Melitopoulos has coined the term “cine(so)matic” to encompass her expanded filmic practice which discerningly and disarmingly connects the panoramic with the microscopic to shed light on how we inhabit images. Condorelli, in parallel, reveals all the “invisible” structures that create the conditions for the production and viewing of works of art. In Akin, Condorelli and Melitopoulos, for a brief moment in time, invite us to give attention to the complex frameworks that contain our lives and to become part of their conversation, to think with them. Akin gives us the time and space for unflinching critical reflection, to wonder at our evolutionary and technological history whilst at the same time being bold enough to remodel our future relationship with the world. Both artists, through their own distinct practices, but also in their unlikely kinship, ask us to tune back into mythological, ancient worlds, understand the molecular and the vast as one singular expanse and learn from the transformative glistening skin of a dreaming cephalopod. Oh, how beautiful they are.
[1] Céline Condorelli, “Reprint”, Mousse #32, February-March 2012.
[2] David Graeber, David Wengrow, The Dawn of Everything: A New History of Humanity, United States: Farrar, Straus and Giroux, 2021.
[3] Angela Melitopoulos, “Girls Born with a Mother” in The Dissident Goddesses’ Project, edited by The Dissident Goddesses’ Network, Felicitas Thun-Hohenstein, Elisabeth von Samsonow, Austria: Verlag für moderne Kunst, 2022.
[4] Barbara Glowczewski, Becoming Land, Session 3 of the series of storytelling sessions “Learning to Speak with Earth” by ZONKEY (Angela Melitopoulos and Kerstin Schroedinger), 2021.
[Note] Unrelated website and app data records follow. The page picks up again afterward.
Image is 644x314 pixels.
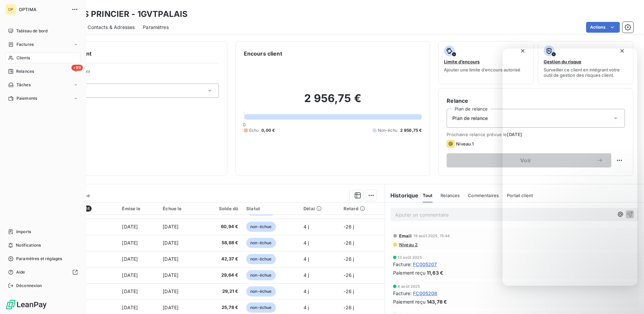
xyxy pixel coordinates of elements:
[378,127,398,133] span: Non-échu
[393,269,425,276] span: Paiement reçu
[41,50,219,58] h6: Informations client
[304,272,309,278] span: 4 j
[204,256,238,262] span: 42,37 €
[447,132,625,137] span: Prochaine relance prévue le
[162,304,178,310] span: [DATE]
[427,269,443,276] span: 11,63 €
[398,242,418,247] span: Niveau 2
[447,153,611,167] button: Voir
[246,286,275,296] span: non-échue
[468,193,499,198] span: Commentaires
[304,288,309,294] span: 4 j
[83,205,92,212] span: 24
[162,240,178,246] span: [DATE]
[304,206,335,211] div: Délai
[385,191,419,199] h6: Historique
[399,233,411,238] span: Email
[246,270,275,280] span: non-échue
[343,272,354,278] span: -26 j
[71,65,83,71] span: +99
[122,304,138,310] span: [DATE]
[398,255,422,259] span: 13 août 2025
[246,222,275,232] span: non-échue
[122,224,138,229] span: [DATE]
[398,284,420,288] span: 6 août 2025
[19,7,67,12] span: OPTIMA
[343,256,354,262] span: -26 j
[244,50,282,58] h6: Encours client
[204,206,238,211] div: Solde dû
[16,82,31,88] span: Tâches
[16,55,30,61] span: Clients
[249,127,259,133] span: Échu
[204,288,238,295] span: 29,21 €
[393,290,411,297] span: Facture :
[16,95,37,101] span: Paiements
[413,261,437,268] span: FC005207
[16,42,34,47] span: Factures
[343,206,381,211] div: Retard
[393,261,411,268] span: Facture :
[204,304,238,311] span: 25,78 €
[162,256,178,262] span: [DATE]
[16,28,47,34] span: Tableau de bord
[246,238,275,248] span: non-échue
[414,234,450,238] span: 19 août 2025, 15:44
[444,59,479,64] span: Limite d’encours
[621,291,637,307] iframe: Intercom live chat
[204,239,238,246] span: 58,68 €
[5,4,16,15] div: OP
[16,229,31,235] span: Imports
[304,240,309,246] span: 4 j
[122,272,138,278] span: [DATE]
[122,288,138,294] span: [DATE]
[423,193,433,198] span: Tout
[5,299,47,310] img: Logo LeanPay
[452,115,488,122] span: Plan de relance
[343,240,354,246] span: -26 j
[304,224,309,229] span: 4 j
[246,302,275,312] span: non-échue
[393,298,425,305] span: Paiement reçu
[162,288,178,294] span: [DATE]
[16,256,62,262] span: Paramètres et réglages
[400,127,422,133] span: 2 956,75 €
[88,24,135,31] span: Contacts & Adresses
[162,206,196,211] div: Échue le
[304,304,309,310] span: 4 j
[246,206,296,211] div: Statut
[262,127,275,133] span: 0,00 €
[162,224,178,229] span: [DATE]
[343,288,354,294] span: -26 j
[162,272,178,278] span: [DATE]
[122,256,138,262] span: [DATE]
[456,141,474,147] span: Niveau 1
[16,269,25,275] span: Aide
[59,8,188,20] h3: PALAIS PRINCIER - 1GVTPALAIS
[5,267,81,277] a: Aide
[447,97,625,105] h6: Relance
[343,304,354,310] span: -26 j
[122,206,154,211] div: Émise le
[440,193,460,198] span: Relances
[455,157,597,163] span: Voir
[16,242,41,248] span: Notifications
[438,41,534,84] button: Limite d’encoursAjouter une limite d’encours autorisé
[444,67,520,72] span: Ajouter une limite d’encours autorisé
[16,283,42,288] span: Déconnexion
[503,49,637,285] iframe: Intercom live chat
[586,22,620,33] button: Actions
[538,41,633,84] button: Gestion du risqueSurveiller ce client en intégrant votre outil de gestion des risques client.
[304,256,309,262] span: 4 j
[16,68,34,74] span: Relances
[54,69,219,78] span: Propriétés Client
[243,122,246,127] span: 0
[204,223,238,230] span: 60,94 €
[413,290,437,297] span: FC005208
[343,224,354,229] span: -26 j
[122,240,138,246] span: [DATE]
[427,298,447,305] span: 143,78 €
[244,92,422,112] h2: 2 956,75 €
[246,254,275,264] span: non-échue
[143,24,169,31] span: Paramètres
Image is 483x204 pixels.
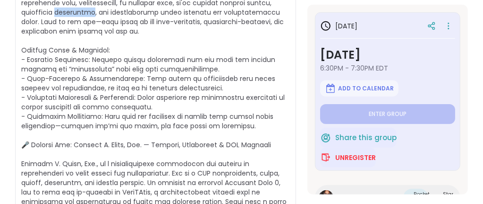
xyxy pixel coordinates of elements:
img: ShareWell Logomark [325,83,336,94]
h3: [DATE] [320,20,357,32]
button: Enter group [320,104,455,124]
span: natashamnurse [338,192,400,203]
h3: [DATE] [320,46,455,63]
span: Enter group [369,110,407,118]
span: Unregister [335,153,376,162]
button: Unregister [320,147,376,167]
button: Share this group [320,128,397,147]
span: Add to Calendar [338,85,394,92]
button: Add to Calendar [320,80,399,96]
span: 6:30PM - 7:30PM EDT [320,63,455,73]
img: ShareWell Logomark [320,132,332,143]
span: Share this group [335,132,397,143]
img: ShareWell Logomark [320,152,332,163]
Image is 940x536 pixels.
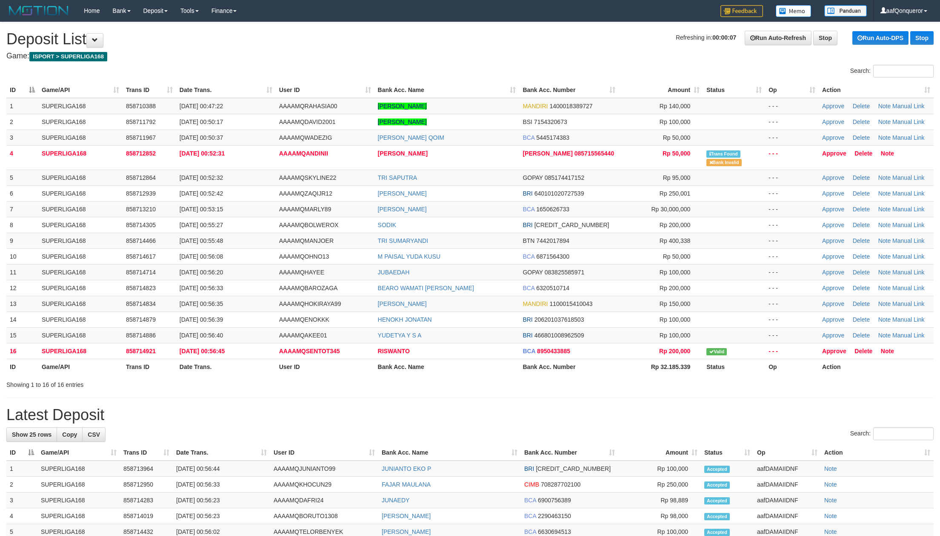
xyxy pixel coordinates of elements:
[821,444,934,460] th: Action: activate to sort column ascending
[180,134,223,141] span: [DATE] 00:50:37
[663,253,691,260] span: Rp 50,000
[766,264,819,280] td: - - -
[279,332,327,338] span: AAAAMQAKEE01
[766,98,819,114] td: - - -
[893,284,925,291] a: Manual Link
[766,311,819,327] td: - - -
[663,134,691,141] span: Rp 50,000
[766,280,819,295] td: - - -
[536,284,570,291] span: Copy 6320510714 to clipboard
[893,332,925,338] a: Manual Link
[375,82,520,98] th: Bank Acc. Name: activate to sort column ascending
[879,134,892,141] a: Note
[523,269,543,275] span: GOPAY
[911,31,934,45] a: Stop
[126,347,156,354] span: 858714921
[663,150,691,157] span: Rp 50,000
[382,465,431,472] a: JUNIANTO EKO P
[721,5,763,17] img: Feedback.jpg
[176,82,276,98] th: Date Trans.: activate to sort column ascending
[279,347,340,354] span: AAAAMQSENTOT345
[180,284,223,291] span: [DATE] 00:56:33
[766,358,819,374] th: Op
[378,174,418,181] a: TRI SAPUTRA
[754,460,821,476] td: aafDAMAIIDNF
[126,118,156,125] span: 858711792
[279,190,333,197] span: AAAAMQZAQIJR12
[519,82,619,98] th: Bank Acc. Number: activate to sort column ascending
[57,427,83,442] a: Copy
[823,316,845,323] a: Approve
[38,217,123,232] td: SUPERLIGA168
[38,82,123,98] th: Game/API: activate to sort column ascending
[6,185,38,201] td: 6
[535,221,610,228] span: Copy 601201023433532 to clipboard
[6,169,38,185] td: 5
[6,327,38,343] td: 15
[536,237,570,244] span: Copy 7442017894 to clipboard
[523,347,536,354] span: BCA
[893,206,925,212] a: Manual Link
[853,253,870,260] a: Delete
[893,118,925,125] a: Manual Link
[853,118,870,125] a: Delete
[536,253,570,260] span: Copy 6871564300 to clipboard
[853,269,870,275] a: Delete
[126,134,156,141] span: 858711967
[766,217,819,232] td: - - -
[879,300,892,307] a: Note
[703,358,766,374] th: Status
[523,150,573,157] span: [PERSON_NAME]
[660,190,691,197] span: Rp 250,001
[893,300,925,307] a: Manual Link
[823,332,845,338] a: Approve
[893,174,925,181] a: Manual Link
[879,206,892,212] a: Note
[766,248,819,264] td: - - -
[38,129,123,145] td: SUPERLIGA168
[38,232,123,248] td: SUPERLIGA168
[375,358,520,374] th: Bank Acc. Name
[823,347,847,354] a: Approve
[180,190,223,197] span: [DATE] 00:52:42
[853,134,870,141] a: Delete
[180,221,223,228] span: [DATE] 00:55:27
[660,269,691,275] span: Rp 100,000
[853,300,870,307] a: Delete
[38,114,123,129] td: SUPERLIGA168
[126,332,156,338] span: 858714886
[6,232,38,248] td: 9
[126,150,156,157] span: 858712852
[660,332,691,338] span: Rp 100,000
[38,343,123,358] td: SUPERLIGA168
[279,150,328,157] span: AAAAMQANDINII
[523,300,548,307] span: MANDIRI
[766,82,819,98] th: Op: activate to sort column ascending
[38,358,123,374] th: Game/API
[6,343,38,358] td: 16
[819,358,934,374] th: Action
[523,174,543,181] span: GOPAY
[660,221,691,228] span: Rp 200,000
[814,31,838,45] a: Stop
[126,284,156,291] span: 858714823
[766,327,819,343] td: - - -
[879,190,892,197] a: Note
[279,221,339,228] span: AAAAMQBOLWEROX
[550,300,593,307] span: Copy 1100015410043 to clipboard
[745,31,812,45] a: Run Auto-Refresh
[6,52,934,60] h4: Game:
[660,284,691,291] span: Rp 200,000
[893,221,925,228] a: Manual Link
[619,444,701,460] th: Amount: activate to sort column ascending
[6,98,38,114] td: 1
[550,103,593,109] span: Copy 1400018389727 to clipboard
[279,174,337,181] span: AAAAMQSKYLINE22
[180,150,225,157] span: [DATE] 00:52:31
[279,300,341,307] span: AAAAMQHOKIRAYA99
[180,332,223,338] span: [DATE] 00:56:40
[6,377,385,389] div: Showing 1 to 16 of 16 entries
[660,237,691,244] span: Rp 400,338
[123,82,176,98] th: Trans ID: activate to sort column ascending
[766,295,819,311] td: - - -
[5] Title of the research project by Angela Melitopoulos.
[6] Barbara Glowczewski, Becoming Land, 2021.
[7] “Ein Satz hat mehr Logik ala eine Rede”: quote by Gabriel Tarde in Les Lois Sociales, Oeuvres de Gabriel Tarde, Volume IV, Paris: Les Empècheurs de penser en rond, 1999, S. 115.
Supported by
ifa – Institut für Auslandsbeziehungen and Goethe Institut Athen. Céline Condorelli’s participation in the exhibition Akin is supported by the Directorate-General for Contemporary Creativity of the Italian Ministry of Culture under the Italian Council programme (12th edition, 2023), which aims to promote Italian contemporary art worldwide.